I'm not certain of the validity of the source listed at the
bottom of this document. Yet I am certain of it's irony.

This could have been a candidate for the Darwin Awards.


       Subject: Murder or Suicide

        At the 1994 annual awards dinner given for Forensic Science,
  AAFS president, Dr. Don Harper Mills astounded his audience with the
   legal complications of a bizarre death. Here is the story:

        On March 23, 1994, the medical examiner viewed the body of
  Ronald Opus and concluded that he died from a shotgun wound to the head.
 The decedent had jumped from the top of a ten story building
  Intending to commit suicide.

        He left a note to that effect indicating his despondency. As
 He fell past the ninth floor, his life was interrupted by a shotgun
 Blast passing through a window, which killed him instantly.

        Neither the shooter nor the decedent was aware that a safety
  Net had been installed just below at the eighth floor level to protect
  Some building workers and that Ronald Opus would not have been able
 to complete his suicide the way he had planned.

        Ordinarily, Dr. Mills continued, "a person who sets out to
  commit suicide and ultimately succeeds, even though the mechanism
 might not be what he intended," is still defined as committing suicide.
That
  Mr. Opus was shot on the way to certain death nine stories below at
 street level, but that his suicide attempt probably would not have been
   successful because of the safety net, caused the medical examiner to feel
  that he had a homicide on his hands.

        The room on the ninth floor from whence the shotgun blast
   emanated was occupied by an elderly man and his wife. They were arguing
    vigorously, and he was threatening her with a shotgun. The man was so
upset
   that when he pulled the trigger he completely missed his wife and
 the pellets went through the window striking Mr. Opus.

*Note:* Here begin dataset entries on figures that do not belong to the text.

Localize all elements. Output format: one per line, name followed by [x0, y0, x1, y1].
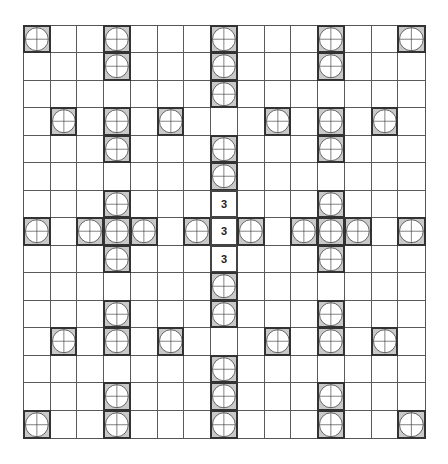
circle-crosshair-icon[interactable] [103, 217, 131, 245]
board-cell[interactable] [345, 301, 372, 328]
circle-crosshair-icon[interactable] [210, 80, 238, 108]
board-cell[interactable] [291, 328, 318, 355]
board-cell[interactable] [184, 163, 211, 190]
board-cell[interactable] [238, 411, 265, 438]
circle-crosshair-icon[interactable] [130, 217, 158, 245]
board-cell[interactable] [184, 26, 211, 53]
board-cell[interactable] [104, 356, 131, 383]
circle-crosshair-icon[interactable] [317, 217, 345, 245]
board-cell[interactable] [51, 411, 78, 438]
board-cell[interactable] [184, 108, 211, 135]
board-cell[interactable] [318, 108, 345, 135]
board-cell[interactable] [51, 356, 78, 383]
board-cell[interactable] [345, 136, 372, 163]
board-cell[interactable] [372, 81, 399, 108]
board-cell[interactable] [24, 108, 51, 135]
circle-crosshair-icon[interactable] [103, 382, 131, 410]
board-cell[interactable] [398, 328, 425, 355]
board-cell[interactable] [131, 273, 158, 300]
board-cell[interactable] [158, 246, 185, 273]
board-cell[interactable] [372, 191, 399, 218]
board-cell[interactable] [24, 356, 51, 383]
board-cell[interactable] [131, 81, 158, 108]
board-cell[interactable] [238, 246, 265, 273]
board-cell[interactable] [398, 191, 425, 218]
circle-crosshair-icon[interactable] [103, 327, 131, 355]
board-cell[interactable] [238, 191, 265, 218]
circle-crosshair-icon[interactable] [210, 52, 238, 80]
board-cell[interactable] [318, 383, 345, 410]
board-cell[interactable] [51, 191, 78, 218]
board-cell[interactable] [158, 163, 185, 190]
board-cell[interactable] [265, 163, 292, 190]
board-cell[interactable] [318, 356, 345, 383]
circle-crosshair-icon[interactable] [371, 327, 399, 355]
board-cell[interactable] [24, 328, 51, 355]
board-cell[interactable] [265, 301, 292, 328]
board-cell[interactable] [158, 136, 185, 163]
board-cell[interactable] [345, 191, 372, 218]
board-cell[interactable] [398, 26, 425, 53]
board-cell[interactable] [77, 136, 104, 163]
board-cell[interactable] [77, 328, 104, 355]
board-cell[interactable] [104, 108, 131, 135]
board-cell[interactable] [318, 411, 345, 438]
circle-crosshair-icon[interactable] [50, 107, 78, 135]
board-cell[interactable] [291, 191, 318, 218]
board-cell[interactable] [345, 273, 372, 300]
board-cell[interactable] [77, 273, 104, 300]
circle-crosshair-icon[interactable] [210, 25, 238, 53]
board-cell[interactable] [372, 26, 399, 53]
board-cell[interactable] [372, 328, 399, 355]
board-cell[interactable] [24, 301, 51, 328]
board-cell[interactable] [104, 273, 131, 300]
circle-crosshair-icon[interactable] [317, 410, 345, 439]
circle-crosshair-icon[interactable] [317, 327, 345, 355]
board-cell[interactable] [372, 273, 399, 300]
board-cell[interactable] [265, 108, 292, 135]
circle-crosshair-icon[interactable] [317, 107, 345, 135]
board-cell[interactable] [211, 411, 238, 438]
board-cell[interactable]: 3 [211, 191, 238, 218]
circle-crosshair-icon[interactable] [397, 410, 426, 439]
board-cell[interactable] [265, 81, 292, 108]
board-cell[interactable] [398, 383, 425, 410]
board-cell[interactable] [291, 53, 318, 80]
board-cell[interactable] [77, 163, 104, 190]
board-cell[interactable] [24, 163, 51, 190]
board-cell[interactable] [184, 53, 211, 80]
circle-crosshair-icon[interactable] [103, 245, 131, 273]
board-cell[interactable] [345, 26, 372, 53]
board-cell[interactable] [345, 411, 372, 438]
board-cell[interactable] [265, 246, 292, 273]
board-cell[interactable] [291, 383, 318, 410]
board-cell[interactable] [238, 136, 265, 163]
circle-crosshair-icon[interactable] [264, 327, 292, 355]
board-cell[interactable] [238, 163, 265, 190]
board-cell[interactable] [51, 273, 78, 300]
board-cell[interactable] [345, 108, 372, 135]
circle-crosshair-icon[interactable] [397, 217, 426, 245]
board-cell[interactable] [158, 328, 185, 355]
board-cell[interactable] [211, 53, 238, 80]
board-cell[interactable] [211, 273, 238, 300]
board-cell[interactable] [398, 273, 425, 300]
board-cell[interactable] [372, 301, 399, 328]
circle-crosshair-icon[interactable] [210, 162, 238, 190]
board-cell[interactable] [51, 108, 78, 135]
circle-crosshair-icon[interactable] [183, 217, 211, 245]
board-cell[interactable] [318, 81, 345, 108]
board-cell[interactable] [77, 26, 104, 53]
board-cell[interactable] [131, 328, 158, 355]
board-cell[interactable] [24, 26, 51, 53]
board-cell[interactable] [77, 53, 104, 80]
board-cell[interactable] [104, 81, 131, 108]
circle-crosshair-icon[interactable] [23, 217, 51, 245]
board-cell[interactable] [345, 328, 372, 355]
circle-crosshair-icon[interactable] [237, 217, 265, 245]
circle-crosshair-icon[interactable] [103, 52, 131, 80]
circle-crosshair-icon[interactable] [317, 52, 345, 80]
board-cell[interactable] [372, 218, 399, 245]
board-cell[interactable] [265, 328, 292, 355]
board-cell[interactable]: 3 [211, 246, 238, 273]
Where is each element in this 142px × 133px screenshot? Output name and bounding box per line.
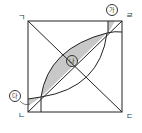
region-label-na: 나 — [66, 55, 78, 67]
top-right-arc-ext — [107, 32, 122, 33]
vertex-label-top-right: ㄹ — [126, 12, 133, 20]
region-label-ga: 가 — [106, 4, 118, 16]
region-label-da: 다 — [9, 90, 21, 102]
vertex-label-bottom-left: ㄴ — [18, 112, 25, 120]
vertex-label-bottom-right: ㄷ — [126, 113, 133, 121]
vertex-label-top-left: ㄱ — [18, 14, 25, 22]
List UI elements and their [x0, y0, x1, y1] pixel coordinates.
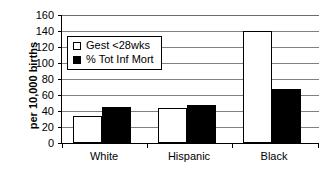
y-tick-label: 160 — [36, 9, 54, 21]
y-tick-label: 80 — [42, 73, 54, 85]
bar-black-gest — [243, 31, 272, 143]
y-tick-label: 0 — [48, 137, 54, 149]
bar-white-gest — [73, 116, 102, 143]
y-tick-label: 60 — [42, 89, 54, 101]
bar-hispanic-gest — [158, 108, 187, 143]
plot-area — [61, 15, 319, 144]
bar-chart: per 10,000 births 160 140 120 100 80 60 … — [0, 0, 331, 171]
bars-layer — [62, 15, 319, 143]
x-label-black: Black — [261, 150, 288, 162]
legend: Gest <28wks % Tot Inf Mort — [67, 36, 162, 70]
y-tick-label: 20 — [42, 121, 54, 133]
legend-item-gest: Gest <28wks — [73, 40, 154, 51]
bar-hispanic-mort — [187, 105, 216, 143]
x-label-hispanic: Hispanic — [168, 150, 210, 162]
y-tick-label: 140 — [36, 25, 54, 37]
bar-black-mort — [272, 89, 301, 143]
legend-item-mort: % Tot Inf Mort — [73, 54, 154, 65]
legend-label: Gest <28wks — [86, 40, 150, 51]
bar-white-mort — [102, 107, 131, 143]
legend-swatch-open-icon — [73, 42, 81, 50]
legend-label: % Tot Inf Mort — [86, 54, 154, 65]
y-tick-label: 40 — [42, 105, 54, 117]
y-tick-label: 120 — [36, 41, 54, 53]
legend-swatch-filled-icon — [73, 56, 81, 64]
x-axis-category-labels: White Hispanic Black — [61, 150, 319, 166]
x-tick-mark — [232, 143, 233, 148]
x-label-white: White — [90, 150, 118, 162]
y-tick-label: 100 — [36, 57, 54, 69]
x-tick-mark — [147, 143, 148, 148]
y-axis-tick-labels: 160 140 120 100 80 60 40 20 0 — [24, 15, 58, 143]
x-tick-mark — [318, 143, 319, 148]
x-tick-mark — [62, 143, 63, 148]
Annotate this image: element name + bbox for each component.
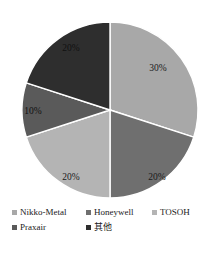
chart-legend: Nikko-Metal Honeywell TOSOH Praxair 其他 bbox=[12, 205, 210, 235]
legend-label: Nikko-Metal bbox=[20, 208, 67, 217]
pie-slice-value-label: 20% bbox=[148, 172, 166, 182]
legend-label: TOSOH bbox=[160, 208, 190, 217]
pie-slice-value-label: 30% bbox=[149, 63, 167, 73]
legend-item-praxair[interactable]: Praxair bbox=[12, 223, 86, 232]
legend-row: Nikko-Metal Honeywell TOSOH bbox=[12, 205, 210, 220]
pie-slices bbox=[22, 22, 198, 198]
legend-item-honeywell[interactable]: Honeywell bbox=[86, 208, 152, 217]
legend-row: Praxair 其他 bbox=[12, 220, 210, 235]
legend-label: 其他 bbox=[94, 223, 112, 232]
legend-swatch-icon bbox=[12, 210, 17, 215]
pie-slice-value-label: 10% bbox=[24, 106, 42, 116]
pie-chart: 30%20%20%10%20% bbox=[0, 0, 216, 200]
legend-item-other[interactable]: 其他 bbox=[86, 223, 112, 232]
legend-swatch-icon bbox=[12, 225, 17, 230]
pie-slice-value-label: 20% bbox=[62, 172, 80, 182]
legend-label: Praxair bbox=[20, 223, 46, 232]
legend-item-tosoh[interactable]: TOSOH bbox=[152, 208, 190, 217]
legend-swatch-icon bbox=[152, 210, 157, 215]
legend-label: Honeywell bbox=[94, 208, 134, 217]
legend-swatch-icon bbox=[86, 225, 91, 230]
pie-chart-svg: 30%20%20%10%20% bbox=[0, 0, 216, 202]
pie-slice-value-label: 20% bbox=[62, 43, 80, 53]
legend-item-nikko-metal[interactable]: Nikko-Metal bbox=[12, 208, 86, 217]
legend-swatch-icon bbox=[86, 210, 91, 215]
chart-figure: 30%20%20%10%20% Nikko-Metal Honeywell TO… bbox=[0, 0, 216, 254]
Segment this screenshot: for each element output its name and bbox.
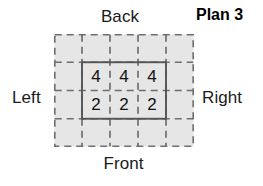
- plan-cell: 4: [138, 62, 166, 90]
- orientation-label-left: Left: [12, 88, 41, 108]
- plan-cell: 2: [110, 91, 138, 119]
- orientation-label-right: Right: [202, 88, 242, 108]
- page-title: Plan 3: [196, 5, 243, 25]
- grid-container: 4 4 4 2 2 2: [54, 34, 194, 147]
- plan-cell: 2: [138, 91, 166, 119]
- orientation-label-front: Front: [0, 154, 247, 174]
- plan-cell: 4: [110, 62, 138, 90]
- plan-value-grid: 4 4 4 2 2 2: [82, 62, 166, 119]
- plan-diagram: Back Plan 3 Left Right 4 4 4: [0, 0, 263, 186]
- plan-cell: 2: [82, 91, 110, 119]
- plan-cell: 4: [82, 62, 110, 90]
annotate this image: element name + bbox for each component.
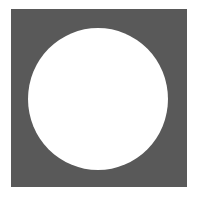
white-circle [28,28,168,170]
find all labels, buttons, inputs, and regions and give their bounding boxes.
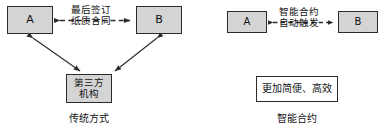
right-node-party-b: B (338, 11, 378, 33)
left-node-party-b: B (136, 6, 182, 34)
right-node-party-a-label: A (244, 16, 251, 27)
left-edge-label-paper-contract: 最后签订 纸质合同 (59, 4, 123, 26)
left-node-third-party: 第三方 机构 (66, 74, 112, 103)
right-node-benefit-label: 更加简便、高效 (262, 83, 332, 94)
left-a-third-connector (33, 38, 80, 71)
left-node-party-a: A (7, 6, 53, 34)
comparison-diagram: A B 第三方 机构 最后签订 纸质合同 传统方式 A B 更加简便、高效 智能… (0, 0, 390, 134)
left-node-third-party-label: 第三方 机构 (74, 78, 104, 99)
right-edge-label-smart-contract: 智能合约 自动触发 (268, 6, 330, 28)
left-node-party-b-label: B (155, 14, 163, 26)
right-node-party-b-label: B (355, 16, 362, 27)
right-node-party-a: A (227, 11, 267, 33)
left-panel-caption: 传统方式 (52, 110, 126, 125)
right-panel-caption: 智能合约 (258, 110, 336, 125)
left-node-party-a-label: A (26, 14, 34, 26)
left-b-third-connector (115, 38, 157, 71)
right-node-benefit: 更加简便、高效 (256, 76, 338, 102)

        When one intends to kill subject A, but kills subject B in
 the attempt, one is guilty of the murder of subject B. When confronted
    with the murder charge, the old man and his wife were both adamant.
  They both said they thought the shotgun was unloaded. The old man said it
  was his long standing habit to threaten his wife with the unloaded
  shotgun.
    He had no intention to murder her.

        Therefore the killing of Mr. Opus appeared to be an accident,
  That is, the gun had been accidentally loaded. The continuing
  investigation turned up a witness who saw the old couple's son loading the
  shotgun about six weeks prior to the fatal accident.

        It transpired that the old lady had cut off her son's
 financial support and the son, knowing the propensity of his father to
 use the shotgun threateningly, loaded the gun with the expectation that
 his father would shoot his mother.

        The case now becomes one of murder on the part of the son for
 the death of Ronald Opus. Now comes the bizarre twist. Further
 investigation revealed that the son was in fact Ronald Opus. He had become
 increasingly despondent over the failure of his attempt to
 engineer his mother's murder. This led him to jump off the ten story
 building on March 23rd, only to be killed by a shotgun blast passing
 through the ninth story window. The son had actually murdered himself so
 the medical examiner closed the case as a suicide.

        ............Very tidy of him.


        (A true story from Associated Press, by Kurt Westervel)


-------------------------------------------------------------------------
David Burney                       [log in to unmask]
Summit Racing Equipment        http://www.summitracing.com
                        ----------
           el ocio es el padre de todos los vicios
                                   -----------
      All opinions expressed herein are my own and reflect,
                  in no way, those of my employer.